BLACK KEYS’ AUERBACH REINVENTS HIMSELF
Dan Auerbach reinvents himself with solo record beyond the Black Keys.
When Dan Auerbach took the stage at ACL Live a couple of months ago to tape “Austin City Limits” with a band that included several legendary session players, you could almost hear the beaming smile on his face. To hear him tell the story, it’s been like that ever since he began writing and recording his 2017 solo record, “Waiting on a Song.”
Auerbach remembers the day the album’s title track emerged from a writing session with John Prine, Pat McLaughlin and Richard Swift. “As soon as we started playing it, we were all singing it together, and we all had smiles,” he recalls. “I would look across the room, and there’s Prine smiling and singing, and I’m smiling, and Pat McLaughlin is smiling and singing. It was kind of ridiculous how that one just rolled out of nowhere.”
The song’s immediate and infectious spirit serves as a perfect introduction to an album that’s helping to redefine Auerbach as an artist. The Nashville-via-Ohio guitarist reached the top of the charts with his garage-rock band the Black Keys, and in recent years he’s become an in-demand producer, winning a Grammy for his work with acts including Ray LaMontagne, Cage the Elephant and Dr. John.
But “Waiting on a Song,” which came out last June, may well be the best thing he’s ever done. Its 10 tracks unspool effortlessly like a long-lost hit parade from a bygone era of classic American roots music, in part because Auerbach recruited some of the players responsible for shaping that sound.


(WORK TO COMPLETE):
One line at a time, check the entries below for the word "southern", and copy each line that has it.

(EXERCISE MATERIAL):
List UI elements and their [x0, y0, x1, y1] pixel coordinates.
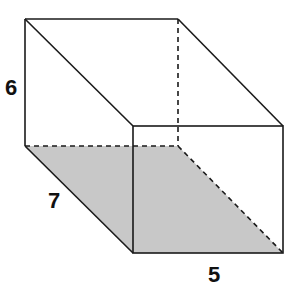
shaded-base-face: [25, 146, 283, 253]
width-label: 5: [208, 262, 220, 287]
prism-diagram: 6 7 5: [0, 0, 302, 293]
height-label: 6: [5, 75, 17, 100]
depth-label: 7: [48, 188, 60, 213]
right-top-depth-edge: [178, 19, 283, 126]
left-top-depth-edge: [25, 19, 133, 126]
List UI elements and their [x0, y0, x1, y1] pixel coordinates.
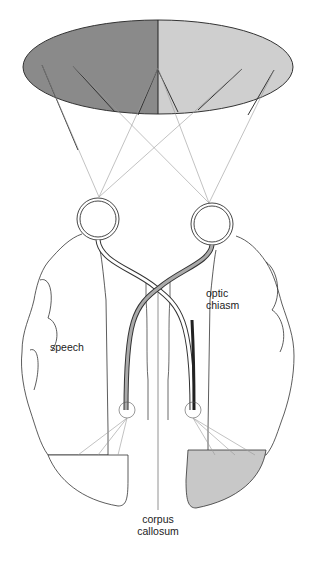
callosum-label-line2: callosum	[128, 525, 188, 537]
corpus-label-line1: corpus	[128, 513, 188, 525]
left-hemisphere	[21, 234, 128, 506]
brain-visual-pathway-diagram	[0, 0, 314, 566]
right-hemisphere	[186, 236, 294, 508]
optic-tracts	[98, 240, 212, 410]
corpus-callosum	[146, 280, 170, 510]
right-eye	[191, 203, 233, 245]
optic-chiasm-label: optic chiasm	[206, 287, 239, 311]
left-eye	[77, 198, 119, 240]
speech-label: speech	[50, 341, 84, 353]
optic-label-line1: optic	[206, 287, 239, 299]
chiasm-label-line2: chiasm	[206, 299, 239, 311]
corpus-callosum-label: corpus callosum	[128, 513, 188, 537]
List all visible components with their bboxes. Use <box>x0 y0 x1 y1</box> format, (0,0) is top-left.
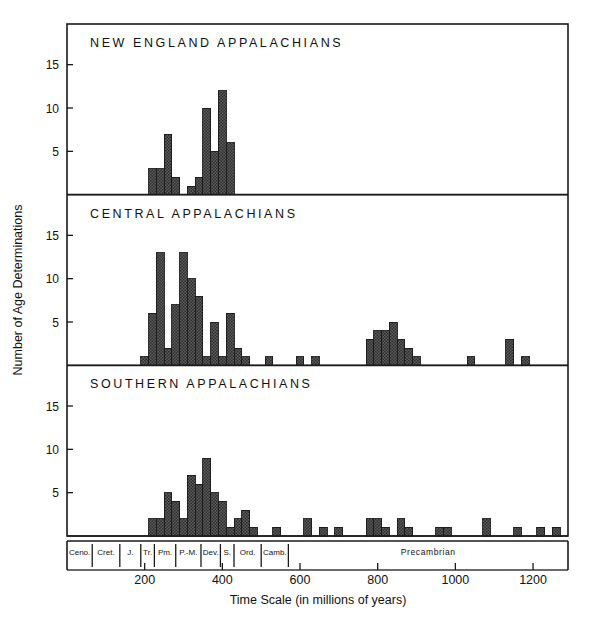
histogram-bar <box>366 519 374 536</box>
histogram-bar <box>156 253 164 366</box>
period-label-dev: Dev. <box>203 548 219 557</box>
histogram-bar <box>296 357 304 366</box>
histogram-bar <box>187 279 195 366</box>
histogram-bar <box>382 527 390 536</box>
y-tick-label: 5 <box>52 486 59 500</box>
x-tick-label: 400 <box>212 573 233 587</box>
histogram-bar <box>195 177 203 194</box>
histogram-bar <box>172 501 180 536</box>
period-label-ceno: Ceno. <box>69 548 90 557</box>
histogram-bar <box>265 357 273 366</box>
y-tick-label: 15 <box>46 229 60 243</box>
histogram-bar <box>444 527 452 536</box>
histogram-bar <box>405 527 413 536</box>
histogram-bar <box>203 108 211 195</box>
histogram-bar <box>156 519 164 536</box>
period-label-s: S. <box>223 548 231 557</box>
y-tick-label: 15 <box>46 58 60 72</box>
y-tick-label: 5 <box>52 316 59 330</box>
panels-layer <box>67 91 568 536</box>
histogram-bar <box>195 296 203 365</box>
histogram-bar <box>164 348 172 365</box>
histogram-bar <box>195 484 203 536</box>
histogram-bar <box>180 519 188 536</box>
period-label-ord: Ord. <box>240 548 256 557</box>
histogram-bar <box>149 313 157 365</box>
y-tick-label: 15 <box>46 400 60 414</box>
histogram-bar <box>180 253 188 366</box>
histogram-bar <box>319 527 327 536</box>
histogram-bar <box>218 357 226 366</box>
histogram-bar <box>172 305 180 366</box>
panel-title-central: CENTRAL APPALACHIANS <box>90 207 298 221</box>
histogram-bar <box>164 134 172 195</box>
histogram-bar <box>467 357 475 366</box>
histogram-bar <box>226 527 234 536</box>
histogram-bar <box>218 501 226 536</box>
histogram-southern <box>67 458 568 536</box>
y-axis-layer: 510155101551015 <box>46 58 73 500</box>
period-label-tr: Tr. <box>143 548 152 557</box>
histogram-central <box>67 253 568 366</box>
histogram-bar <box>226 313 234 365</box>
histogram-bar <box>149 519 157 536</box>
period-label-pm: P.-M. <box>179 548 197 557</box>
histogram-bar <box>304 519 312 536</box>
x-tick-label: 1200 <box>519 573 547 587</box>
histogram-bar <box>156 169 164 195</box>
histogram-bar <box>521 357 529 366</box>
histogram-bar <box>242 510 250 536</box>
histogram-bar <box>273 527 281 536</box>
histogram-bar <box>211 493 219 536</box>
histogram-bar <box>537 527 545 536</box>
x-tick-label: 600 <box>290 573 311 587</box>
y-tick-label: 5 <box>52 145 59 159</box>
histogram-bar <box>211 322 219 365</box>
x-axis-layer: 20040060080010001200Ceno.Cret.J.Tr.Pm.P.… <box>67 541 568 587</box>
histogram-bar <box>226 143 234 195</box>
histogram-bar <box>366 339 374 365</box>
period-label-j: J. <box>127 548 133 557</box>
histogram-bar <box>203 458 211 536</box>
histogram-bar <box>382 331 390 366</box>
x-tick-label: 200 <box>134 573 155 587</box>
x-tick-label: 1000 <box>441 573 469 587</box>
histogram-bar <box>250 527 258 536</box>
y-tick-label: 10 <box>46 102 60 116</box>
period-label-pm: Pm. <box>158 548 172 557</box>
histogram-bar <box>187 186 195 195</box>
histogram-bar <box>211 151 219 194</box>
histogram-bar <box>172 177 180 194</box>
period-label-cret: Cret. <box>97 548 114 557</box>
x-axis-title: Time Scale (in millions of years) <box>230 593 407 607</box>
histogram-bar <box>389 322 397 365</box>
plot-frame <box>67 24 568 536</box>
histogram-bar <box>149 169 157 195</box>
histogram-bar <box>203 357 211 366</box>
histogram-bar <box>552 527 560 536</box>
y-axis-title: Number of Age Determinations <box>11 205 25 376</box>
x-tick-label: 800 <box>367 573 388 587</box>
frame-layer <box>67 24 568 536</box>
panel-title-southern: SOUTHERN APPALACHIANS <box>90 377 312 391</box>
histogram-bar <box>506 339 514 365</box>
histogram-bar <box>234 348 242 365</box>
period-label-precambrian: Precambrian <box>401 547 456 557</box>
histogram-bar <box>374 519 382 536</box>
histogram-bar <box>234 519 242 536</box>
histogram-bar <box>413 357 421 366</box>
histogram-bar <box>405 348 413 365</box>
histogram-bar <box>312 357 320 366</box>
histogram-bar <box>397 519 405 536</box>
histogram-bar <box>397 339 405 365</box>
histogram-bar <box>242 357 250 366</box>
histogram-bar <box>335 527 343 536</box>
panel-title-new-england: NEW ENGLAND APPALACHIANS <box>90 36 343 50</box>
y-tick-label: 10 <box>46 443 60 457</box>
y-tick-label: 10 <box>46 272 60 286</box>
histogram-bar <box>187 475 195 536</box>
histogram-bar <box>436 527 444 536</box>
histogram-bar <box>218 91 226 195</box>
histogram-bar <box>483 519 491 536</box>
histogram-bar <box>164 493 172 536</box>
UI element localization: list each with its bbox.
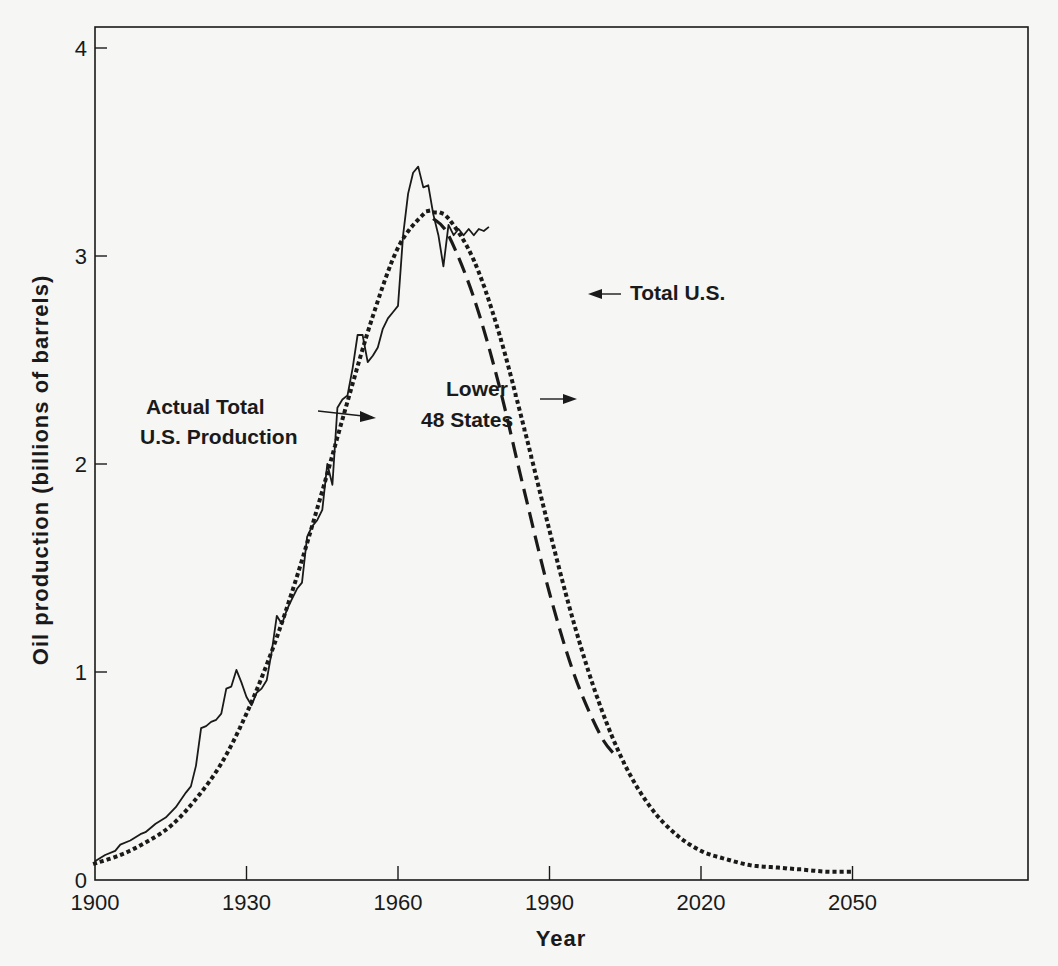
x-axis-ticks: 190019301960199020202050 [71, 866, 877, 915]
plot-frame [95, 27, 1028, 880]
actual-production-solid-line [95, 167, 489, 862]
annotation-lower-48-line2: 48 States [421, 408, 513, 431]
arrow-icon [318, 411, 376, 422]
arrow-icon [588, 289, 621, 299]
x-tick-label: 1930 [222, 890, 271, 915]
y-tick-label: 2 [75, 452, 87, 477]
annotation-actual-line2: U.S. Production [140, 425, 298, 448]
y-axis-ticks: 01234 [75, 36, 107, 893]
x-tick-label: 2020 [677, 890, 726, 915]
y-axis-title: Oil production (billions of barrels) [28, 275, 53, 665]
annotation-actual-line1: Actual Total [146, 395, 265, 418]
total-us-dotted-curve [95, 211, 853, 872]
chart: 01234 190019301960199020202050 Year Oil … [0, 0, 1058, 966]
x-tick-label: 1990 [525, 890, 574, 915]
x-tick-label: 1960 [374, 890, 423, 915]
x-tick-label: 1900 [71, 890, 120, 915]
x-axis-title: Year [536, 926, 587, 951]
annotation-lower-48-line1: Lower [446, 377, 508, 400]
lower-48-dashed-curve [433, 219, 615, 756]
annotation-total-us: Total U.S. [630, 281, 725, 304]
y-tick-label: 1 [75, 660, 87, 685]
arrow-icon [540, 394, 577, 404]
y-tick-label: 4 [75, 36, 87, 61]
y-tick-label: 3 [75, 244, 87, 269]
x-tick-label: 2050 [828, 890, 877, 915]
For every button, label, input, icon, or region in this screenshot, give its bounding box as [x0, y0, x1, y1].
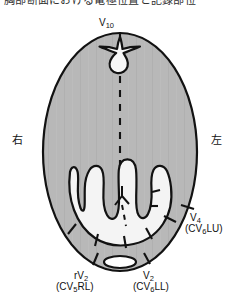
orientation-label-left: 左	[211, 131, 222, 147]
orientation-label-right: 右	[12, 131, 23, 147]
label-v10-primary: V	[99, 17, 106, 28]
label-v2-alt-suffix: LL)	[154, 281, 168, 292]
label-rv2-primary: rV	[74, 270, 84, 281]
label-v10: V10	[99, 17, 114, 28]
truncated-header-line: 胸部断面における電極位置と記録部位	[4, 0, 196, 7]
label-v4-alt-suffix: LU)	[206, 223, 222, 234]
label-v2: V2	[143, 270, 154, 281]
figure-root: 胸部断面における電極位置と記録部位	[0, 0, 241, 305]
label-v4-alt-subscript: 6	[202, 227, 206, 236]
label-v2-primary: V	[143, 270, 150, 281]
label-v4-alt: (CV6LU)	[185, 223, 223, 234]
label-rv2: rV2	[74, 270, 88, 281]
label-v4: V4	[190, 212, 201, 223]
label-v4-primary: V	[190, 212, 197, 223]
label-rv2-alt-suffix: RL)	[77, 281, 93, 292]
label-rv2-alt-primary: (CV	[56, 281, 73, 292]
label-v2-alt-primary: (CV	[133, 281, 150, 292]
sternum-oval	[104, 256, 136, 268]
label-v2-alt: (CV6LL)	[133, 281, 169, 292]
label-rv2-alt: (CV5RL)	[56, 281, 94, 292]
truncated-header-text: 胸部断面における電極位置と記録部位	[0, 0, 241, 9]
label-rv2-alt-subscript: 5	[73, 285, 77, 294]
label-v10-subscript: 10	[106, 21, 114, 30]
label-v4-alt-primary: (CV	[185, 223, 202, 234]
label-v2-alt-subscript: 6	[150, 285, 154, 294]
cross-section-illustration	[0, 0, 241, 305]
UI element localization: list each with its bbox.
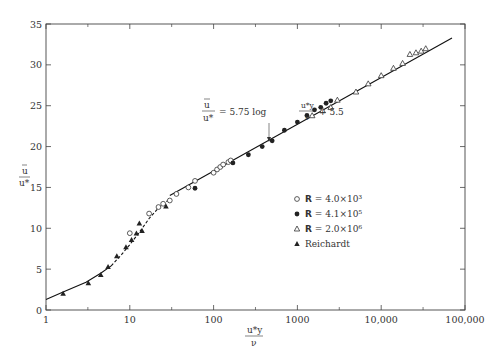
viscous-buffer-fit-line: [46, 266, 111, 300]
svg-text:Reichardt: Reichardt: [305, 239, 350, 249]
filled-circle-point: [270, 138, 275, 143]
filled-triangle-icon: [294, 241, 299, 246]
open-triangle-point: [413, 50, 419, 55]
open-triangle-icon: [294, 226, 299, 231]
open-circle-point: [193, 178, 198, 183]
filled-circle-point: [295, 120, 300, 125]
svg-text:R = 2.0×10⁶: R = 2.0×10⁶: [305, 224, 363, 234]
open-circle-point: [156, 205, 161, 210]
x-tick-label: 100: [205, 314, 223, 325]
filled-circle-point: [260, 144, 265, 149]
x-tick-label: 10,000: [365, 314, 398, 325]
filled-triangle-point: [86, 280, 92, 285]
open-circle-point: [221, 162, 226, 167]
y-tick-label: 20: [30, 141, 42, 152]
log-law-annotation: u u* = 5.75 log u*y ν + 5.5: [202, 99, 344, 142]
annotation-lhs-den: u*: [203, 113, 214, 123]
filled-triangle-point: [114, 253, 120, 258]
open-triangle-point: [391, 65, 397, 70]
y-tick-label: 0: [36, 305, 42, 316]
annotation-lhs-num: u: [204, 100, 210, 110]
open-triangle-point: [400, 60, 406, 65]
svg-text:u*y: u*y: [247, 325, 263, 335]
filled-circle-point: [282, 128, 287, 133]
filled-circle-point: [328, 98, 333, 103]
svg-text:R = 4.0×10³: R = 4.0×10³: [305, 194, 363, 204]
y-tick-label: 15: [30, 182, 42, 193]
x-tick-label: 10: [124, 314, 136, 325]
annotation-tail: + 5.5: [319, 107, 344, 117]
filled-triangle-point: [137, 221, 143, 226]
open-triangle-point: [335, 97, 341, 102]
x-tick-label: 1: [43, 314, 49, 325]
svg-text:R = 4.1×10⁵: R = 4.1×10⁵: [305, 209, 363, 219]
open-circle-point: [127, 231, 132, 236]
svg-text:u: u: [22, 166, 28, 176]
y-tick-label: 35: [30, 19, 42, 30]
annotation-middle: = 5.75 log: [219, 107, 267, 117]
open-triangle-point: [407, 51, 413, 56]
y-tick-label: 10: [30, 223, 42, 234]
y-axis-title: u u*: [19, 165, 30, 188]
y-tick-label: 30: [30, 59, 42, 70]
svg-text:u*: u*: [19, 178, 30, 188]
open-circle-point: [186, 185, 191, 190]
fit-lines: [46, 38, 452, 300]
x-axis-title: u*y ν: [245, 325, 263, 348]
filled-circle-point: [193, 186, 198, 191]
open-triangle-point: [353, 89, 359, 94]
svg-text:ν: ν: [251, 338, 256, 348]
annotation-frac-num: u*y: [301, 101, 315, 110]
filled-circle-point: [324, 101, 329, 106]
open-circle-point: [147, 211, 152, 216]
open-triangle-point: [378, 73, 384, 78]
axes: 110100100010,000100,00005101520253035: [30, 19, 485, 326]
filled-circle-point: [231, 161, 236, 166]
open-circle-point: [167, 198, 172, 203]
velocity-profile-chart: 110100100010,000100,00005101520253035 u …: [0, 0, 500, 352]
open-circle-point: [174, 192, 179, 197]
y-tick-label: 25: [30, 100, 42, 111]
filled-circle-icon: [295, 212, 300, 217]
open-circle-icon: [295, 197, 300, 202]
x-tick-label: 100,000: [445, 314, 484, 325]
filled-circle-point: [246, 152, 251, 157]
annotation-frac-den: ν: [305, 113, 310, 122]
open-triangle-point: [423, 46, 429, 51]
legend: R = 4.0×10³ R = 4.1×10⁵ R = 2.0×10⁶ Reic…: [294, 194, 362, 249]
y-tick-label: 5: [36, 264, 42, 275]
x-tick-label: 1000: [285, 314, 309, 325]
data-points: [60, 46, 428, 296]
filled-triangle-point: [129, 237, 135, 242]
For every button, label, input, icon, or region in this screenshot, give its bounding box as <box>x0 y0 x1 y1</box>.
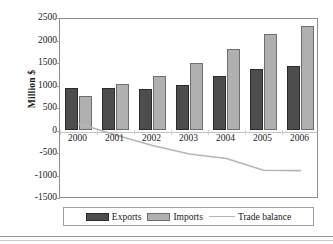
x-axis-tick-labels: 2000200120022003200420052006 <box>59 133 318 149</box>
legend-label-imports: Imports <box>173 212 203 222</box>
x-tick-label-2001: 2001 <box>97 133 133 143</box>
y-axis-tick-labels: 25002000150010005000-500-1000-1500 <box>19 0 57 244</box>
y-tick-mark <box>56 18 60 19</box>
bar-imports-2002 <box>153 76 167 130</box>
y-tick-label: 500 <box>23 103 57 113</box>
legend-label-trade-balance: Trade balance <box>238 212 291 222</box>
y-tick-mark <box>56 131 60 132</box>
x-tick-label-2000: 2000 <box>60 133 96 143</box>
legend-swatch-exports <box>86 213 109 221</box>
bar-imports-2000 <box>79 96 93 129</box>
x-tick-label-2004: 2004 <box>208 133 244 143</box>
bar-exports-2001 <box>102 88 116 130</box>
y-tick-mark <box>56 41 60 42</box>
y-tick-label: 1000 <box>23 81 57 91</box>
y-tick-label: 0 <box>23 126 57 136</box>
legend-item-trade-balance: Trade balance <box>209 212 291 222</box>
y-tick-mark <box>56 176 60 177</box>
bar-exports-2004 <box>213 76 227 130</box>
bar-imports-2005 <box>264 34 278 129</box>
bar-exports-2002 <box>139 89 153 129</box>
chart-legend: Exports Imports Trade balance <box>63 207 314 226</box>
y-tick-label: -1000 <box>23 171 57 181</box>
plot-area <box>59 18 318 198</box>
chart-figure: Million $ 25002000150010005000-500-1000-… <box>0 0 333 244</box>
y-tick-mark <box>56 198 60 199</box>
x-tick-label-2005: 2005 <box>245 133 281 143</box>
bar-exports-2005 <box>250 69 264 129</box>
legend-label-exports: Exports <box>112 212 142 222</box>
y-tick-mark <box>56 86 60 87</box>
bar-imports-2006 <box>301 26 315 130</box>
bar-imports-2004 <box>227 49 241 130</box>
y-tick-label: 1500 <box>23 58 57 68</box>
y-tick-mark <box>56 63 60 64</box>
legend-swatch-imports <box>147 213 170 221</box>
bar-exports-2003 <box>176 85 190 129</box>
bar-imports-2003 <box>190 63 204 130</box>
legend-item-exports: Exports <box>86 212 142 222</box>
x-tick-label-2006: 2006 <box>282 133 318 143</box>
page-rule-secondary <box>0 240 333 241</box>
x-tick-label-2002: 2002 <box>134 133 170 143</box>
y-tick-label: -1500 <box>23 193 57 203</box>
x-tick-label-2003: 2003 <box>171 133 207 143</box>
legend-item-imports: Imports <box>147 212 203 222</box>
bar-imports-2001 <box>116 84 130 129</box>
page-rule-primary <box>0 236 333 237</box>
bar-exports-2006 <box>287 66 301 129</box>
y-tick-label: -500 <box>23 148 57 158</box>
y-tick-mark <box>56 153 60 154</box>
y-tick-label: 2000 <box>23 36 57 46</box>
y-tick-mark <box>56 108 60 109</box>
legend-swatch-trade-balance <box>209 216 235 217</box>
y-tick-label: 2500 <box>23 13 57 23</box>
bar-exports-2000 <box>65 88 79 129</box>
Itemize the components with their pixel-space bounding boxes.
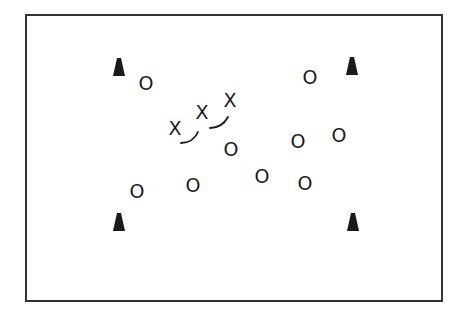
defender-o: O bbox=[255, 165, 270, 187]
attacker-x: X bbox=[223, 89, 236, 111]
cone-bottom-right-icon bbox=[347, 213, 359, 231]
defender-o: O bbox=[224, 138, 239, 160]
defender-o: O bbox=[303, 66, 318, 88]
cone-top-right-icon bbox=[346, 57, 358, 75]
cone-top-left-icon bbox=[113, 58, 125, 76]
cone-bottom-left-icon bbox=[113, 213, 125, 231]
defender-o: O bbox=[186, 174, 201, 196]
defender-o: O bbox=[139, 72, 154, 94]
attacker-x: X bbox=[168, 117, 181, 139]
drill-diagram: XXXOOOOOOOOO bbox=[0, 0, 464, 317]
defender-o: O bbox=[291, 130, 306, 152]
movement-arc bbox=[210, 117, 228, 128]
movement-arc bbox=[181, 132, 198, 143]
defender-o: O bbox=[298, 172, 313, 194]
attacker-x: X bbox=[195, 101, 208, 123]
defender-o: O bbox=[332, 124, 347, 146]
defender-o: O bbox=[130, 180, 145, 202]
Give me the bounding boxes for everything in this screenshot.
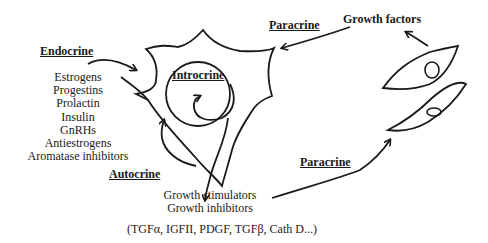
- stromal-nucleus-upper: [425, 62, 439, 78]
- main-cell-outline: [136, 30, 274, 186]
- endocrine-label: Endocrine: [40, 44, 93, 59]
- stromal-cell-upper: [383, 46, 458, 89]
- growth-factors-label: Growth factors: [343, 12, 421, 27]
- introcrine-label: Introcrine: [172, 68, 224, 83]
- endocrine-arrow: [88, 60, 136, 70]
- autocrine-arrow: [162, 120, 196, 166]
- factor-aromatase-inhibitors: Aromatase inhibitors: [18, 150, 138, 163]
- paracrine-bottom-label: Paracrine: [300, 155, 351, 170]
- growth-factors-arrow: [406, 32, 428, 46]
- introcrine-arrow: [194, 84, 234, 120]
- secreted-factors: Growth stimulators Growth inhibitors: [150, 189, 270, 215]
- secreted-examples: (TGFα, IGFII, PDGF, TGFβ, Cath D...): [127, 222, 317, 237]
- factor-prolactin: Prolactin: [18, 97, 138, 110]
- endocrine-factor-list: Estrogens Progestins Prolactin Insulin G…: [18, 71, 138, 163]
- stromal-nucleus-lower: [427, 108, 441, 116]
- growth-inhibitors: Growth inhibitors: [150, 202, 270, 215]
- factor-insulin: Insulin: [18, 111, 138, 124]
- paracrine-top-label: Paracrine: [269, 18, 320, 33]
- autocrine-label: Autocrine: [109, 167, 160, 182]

(ANSWER SECTION):
histogram-southern <box>67 458 568 536</box>
panel-title-southern: SOUTHERN APPALACHIANS <box>90 377 312 391</box>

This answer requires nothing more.